I worry a bit that when we get to implemented deadlines in the stdlib/concurrency we may find ourselfes wanting to use UTCClock in almost any real application dealing with deadlines cross process, as we'd be relying on the fact that both systems have a notion of UTC I think.
Specifically, an interesting example here is Go's Deadline and time.Time. That time is a bit "special" because:
In addition to the required “wall clock” reading, a Time may contain an optional reading of the current process's monotonic clock, to provide additional precision for comparison or subtraction. See the “Monotonic Clocks” section in the package documentation for details.
The reason I mention this isn't to do the weird two-clocks trick as Go does, but to highlight the necessity of the UTC clock. The UTC clock can be conveniently used when crossing machine boundaries and is especially useful for setting deadlines which will cross machines/devices, which is something we're interested in doing. Otherwise we'd have to do conversions to an UTC clock and again, be forced into pulling in Foundation for this one single type whenever we deal with this situation.
Have we thought about conversions from monotonic clocks to an UTCTime by the way?
Let's entertain this idea:
What if the concurrency library gained a UTCTime type that makes it clear it is not calendrical date, but is good enough for our UTC deadline needs? Along with the UTCClock which would use the UTCTime for its Instant.
~~
The original proposal says:
SE-0329: Clock, Instant, and Duration / Lowering of Date/UTCClock
Originally the proposal included a concept of lowering Date
to the standard library in addition to altering its storage from Double
to a Duration
. There were strong objections on a few fronts with this move which ultimately had convincing merit. The primary objection was to the name Date
; given that there was no additional contextual API within the standard library or concurrency library this meant that Date
could easily get confused with the concept of a calendrical date (which that type definitively is not). Additionally it was rightfully brought up that Date
is missing concepts of leap seconds (which has since been accepted and proposed as an alteration to Foundation) because we see the utility of that as an additional functionality to Date
.
Also in the original revisions of the proposal we had a concept of WallClock
. After much discussion we feel that the name wall clock is misleading since the type really represents a clock based on UTC (once Date
has a historical accounting of leap seconds). But furthermore, we feel that the general utility of scheduling via a UTC clock is not a common task and that a vast majority of clocks for scheduling are really things that transact either via a clock that time passes while the machine is asleep or a clock that time does not pass while the machine is asleep. That accounting means that we feel that the right home for UTCClock
is in a higher level framework for that specialized task along side the calendrical calculation APIs; which is Foundation.

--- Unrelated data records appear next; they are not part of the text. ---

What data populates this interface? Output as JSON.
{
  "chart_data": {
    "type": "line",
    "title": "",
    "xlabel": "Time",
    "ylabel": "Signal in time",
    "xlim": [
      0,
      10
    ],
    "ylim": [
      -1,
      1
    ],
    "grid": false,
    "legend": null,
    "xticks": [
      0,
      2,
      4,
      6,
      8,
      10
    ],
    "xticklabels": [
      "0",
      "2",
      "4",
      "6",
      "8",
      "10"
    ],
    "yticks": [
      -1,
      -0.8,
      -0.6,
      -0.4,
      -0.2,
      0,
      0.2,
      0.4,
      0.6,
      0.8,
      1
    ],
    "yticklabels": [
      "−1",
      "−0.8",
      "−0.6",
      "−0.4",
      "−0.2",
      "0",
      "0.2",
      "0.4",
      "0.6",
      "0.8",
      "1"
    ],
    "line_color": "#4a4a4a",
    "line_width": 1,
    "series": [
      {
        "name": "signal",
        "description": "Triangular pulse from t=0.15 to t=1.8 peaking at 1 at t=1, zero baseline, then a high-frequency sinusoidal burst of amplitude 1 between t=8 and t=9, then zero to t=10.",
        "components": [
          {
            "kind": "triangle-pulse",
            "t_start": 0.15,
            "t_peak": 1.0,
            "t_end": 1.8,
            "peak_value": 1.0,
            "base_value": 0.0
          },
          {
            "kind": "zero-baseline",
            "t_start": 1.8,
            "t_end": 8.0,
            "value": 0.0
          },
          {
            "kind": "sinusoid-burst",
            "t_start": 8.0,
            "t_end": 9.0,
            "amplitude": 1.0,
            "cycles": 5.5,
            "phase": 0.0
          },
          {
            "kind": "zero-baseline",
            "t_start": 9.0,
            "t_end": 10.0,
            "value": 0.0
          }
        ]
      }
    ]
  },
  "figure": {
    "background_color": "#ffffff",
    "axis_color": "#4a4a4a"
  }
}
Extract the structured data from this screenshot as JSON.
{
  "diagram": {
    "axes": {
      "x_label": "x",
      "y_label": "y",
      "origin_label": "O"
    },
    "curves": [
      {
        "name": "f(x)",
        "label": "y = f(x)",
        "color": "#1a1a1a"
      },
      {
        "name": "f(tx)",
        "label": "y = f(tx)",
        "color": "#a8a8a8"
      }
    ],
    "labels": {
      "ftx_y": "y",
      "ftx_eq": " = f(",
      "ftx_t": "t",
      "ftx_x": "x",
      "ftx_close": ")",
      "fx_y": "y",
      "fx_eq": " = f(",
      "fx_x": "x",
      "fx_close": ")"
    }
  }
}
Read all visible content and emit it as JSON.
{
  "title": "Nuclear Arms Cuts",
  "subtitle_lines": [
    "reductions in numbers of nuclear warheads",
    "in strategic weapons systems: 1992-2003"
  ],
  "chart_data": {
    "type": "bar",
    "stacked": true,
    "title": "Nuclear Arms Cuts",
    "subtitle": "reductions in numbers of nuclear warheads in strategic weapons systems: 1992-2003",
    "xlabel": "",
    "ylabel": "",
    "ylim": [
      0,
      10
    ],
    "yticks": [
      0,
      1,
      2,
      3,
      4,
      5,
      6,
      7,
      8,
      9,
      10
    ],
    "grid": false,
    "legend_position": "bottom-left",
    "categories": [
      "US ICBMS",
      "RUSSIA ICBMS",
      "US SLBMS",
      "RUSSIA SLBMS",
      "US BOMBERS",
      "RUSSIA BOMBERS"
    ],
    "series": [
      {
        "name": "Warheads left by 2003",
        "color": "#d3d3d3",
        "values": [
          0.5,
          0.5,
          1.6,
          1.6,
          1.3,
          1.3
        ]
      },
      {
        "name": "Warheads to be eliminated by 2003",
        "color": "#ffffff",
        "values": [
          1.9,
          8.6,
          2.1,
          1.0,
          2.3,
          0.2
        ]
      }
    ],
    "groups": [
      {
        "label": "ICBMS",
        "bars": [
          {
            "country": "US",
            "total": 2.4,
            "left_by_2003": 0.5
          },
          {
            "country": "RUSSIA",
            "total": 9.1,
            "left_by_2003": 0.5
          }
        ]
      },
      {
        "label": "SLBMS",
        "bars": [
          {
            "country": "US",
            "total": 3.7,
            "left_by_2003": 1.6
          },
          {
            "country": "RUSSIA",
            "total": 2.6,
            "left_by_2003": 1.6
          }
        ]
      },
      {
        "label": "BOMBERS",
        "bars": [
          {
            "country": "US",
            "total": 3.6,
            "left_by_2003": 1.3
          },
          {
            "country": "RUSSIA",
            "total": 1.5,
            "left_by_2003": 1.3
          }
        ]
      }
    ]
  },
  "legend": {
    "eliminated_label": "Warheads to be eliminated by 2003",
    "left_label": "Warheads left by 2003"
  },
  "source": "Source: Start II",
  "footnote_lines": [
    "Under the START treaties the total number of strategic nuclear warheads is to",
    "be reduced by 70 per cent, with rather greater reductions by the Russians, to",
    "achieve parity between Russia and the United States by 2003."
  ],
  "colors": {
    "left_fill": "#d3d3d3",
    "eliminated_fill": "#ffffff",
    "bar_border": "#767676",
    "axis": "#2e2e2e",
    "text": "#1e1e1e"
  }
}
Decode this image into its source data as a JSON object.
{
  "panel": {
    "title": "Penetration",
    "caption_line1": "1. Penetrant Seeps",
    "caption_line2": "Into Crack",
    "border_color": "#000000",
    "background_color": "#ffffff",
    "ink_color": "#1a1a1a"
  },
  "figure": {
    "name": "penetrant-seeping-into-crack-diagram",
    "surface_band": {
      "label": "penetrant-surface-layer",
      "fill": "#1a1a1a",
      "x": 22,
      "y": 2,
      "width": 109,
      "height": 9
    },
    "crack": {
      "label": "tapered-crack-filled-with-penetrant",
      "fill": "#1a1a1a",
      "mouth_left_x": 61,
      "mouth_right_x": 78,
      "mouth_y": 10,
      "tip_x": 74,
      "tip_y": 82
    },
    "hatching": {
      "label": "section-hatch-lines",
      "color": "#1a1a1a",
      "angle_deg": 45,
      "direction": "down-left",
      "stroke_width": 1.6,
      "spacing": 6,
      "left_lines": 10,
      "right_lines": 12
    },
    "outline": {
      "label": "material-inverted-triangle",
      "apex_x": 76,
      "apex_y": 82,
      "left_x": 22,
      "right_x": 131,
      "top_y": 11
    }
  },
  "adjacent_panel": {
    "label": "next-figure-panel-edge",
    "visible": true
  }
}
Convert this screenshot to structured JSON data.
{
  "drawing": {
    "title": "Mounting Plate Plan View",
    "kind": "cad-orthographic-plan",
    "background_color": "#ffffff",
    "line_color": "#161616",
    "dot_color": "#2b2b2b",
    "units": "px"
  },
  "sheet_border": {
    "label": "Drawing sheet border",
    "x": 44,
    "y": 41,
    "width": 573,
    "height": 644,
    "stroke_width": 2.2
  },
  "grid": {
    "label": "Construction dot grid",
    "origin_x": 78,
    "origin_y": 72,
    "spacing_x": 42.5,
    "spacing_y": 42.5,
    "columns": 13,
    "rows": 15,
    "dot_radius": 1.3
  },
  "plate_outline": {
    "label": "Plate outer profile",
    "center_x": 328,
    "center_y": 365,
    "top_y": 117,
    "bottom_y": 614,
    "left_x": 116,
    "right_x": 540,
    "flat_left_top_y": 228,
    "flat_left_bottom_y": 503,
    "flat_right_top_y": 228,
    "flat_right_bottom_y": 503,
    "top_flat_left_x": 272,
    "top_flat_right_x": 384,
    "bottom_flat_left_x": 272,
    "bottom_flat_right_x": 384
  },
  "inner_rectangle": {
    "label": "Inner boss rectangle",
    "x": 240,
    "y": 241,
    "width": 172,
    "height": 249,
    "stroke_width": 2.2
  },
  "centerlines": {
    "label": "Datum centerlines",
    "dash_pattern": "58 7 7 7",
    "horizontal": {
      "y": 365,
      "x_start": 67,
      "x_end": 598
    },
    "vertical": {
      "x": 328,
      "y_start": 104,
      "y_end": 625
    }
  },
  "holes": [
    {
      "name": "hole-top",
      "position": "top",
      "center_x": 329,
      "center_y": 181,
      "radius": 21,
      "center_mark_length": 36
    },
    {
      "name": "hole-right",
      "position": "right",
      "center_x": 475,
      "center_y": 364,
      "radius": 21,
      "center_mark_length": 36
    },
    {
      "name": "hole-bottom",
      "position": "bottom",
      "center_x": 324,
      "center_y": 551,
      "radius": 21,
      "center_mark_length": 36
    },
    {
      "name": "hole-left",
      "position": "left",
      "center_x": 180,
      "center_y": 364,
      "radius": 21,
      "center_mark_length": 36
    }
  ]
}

The first part are valid improvements that still have merit -- we could have a new integer based type that is the time, accounts for leap seconds, and lives in the concurrency library.
The second part, about it not being "common" I'm not so convienced about, I do feel it definitely can be pretty common to set deadlines based on some UTC time, especially when crossing devices. And I've had specific requests from network teams to provide deadline APIs in Concurrency that will scale nicely beyond a single device. Others have shown already that other languages readily offer such clocks in the core of a language, and I do agree with this sentiment as well.
So I'd still like to consider having this be a standard library type, and if not, we have to be really clear about why not and what the impact will be on practical use of deadline APIs in Swift concurrency.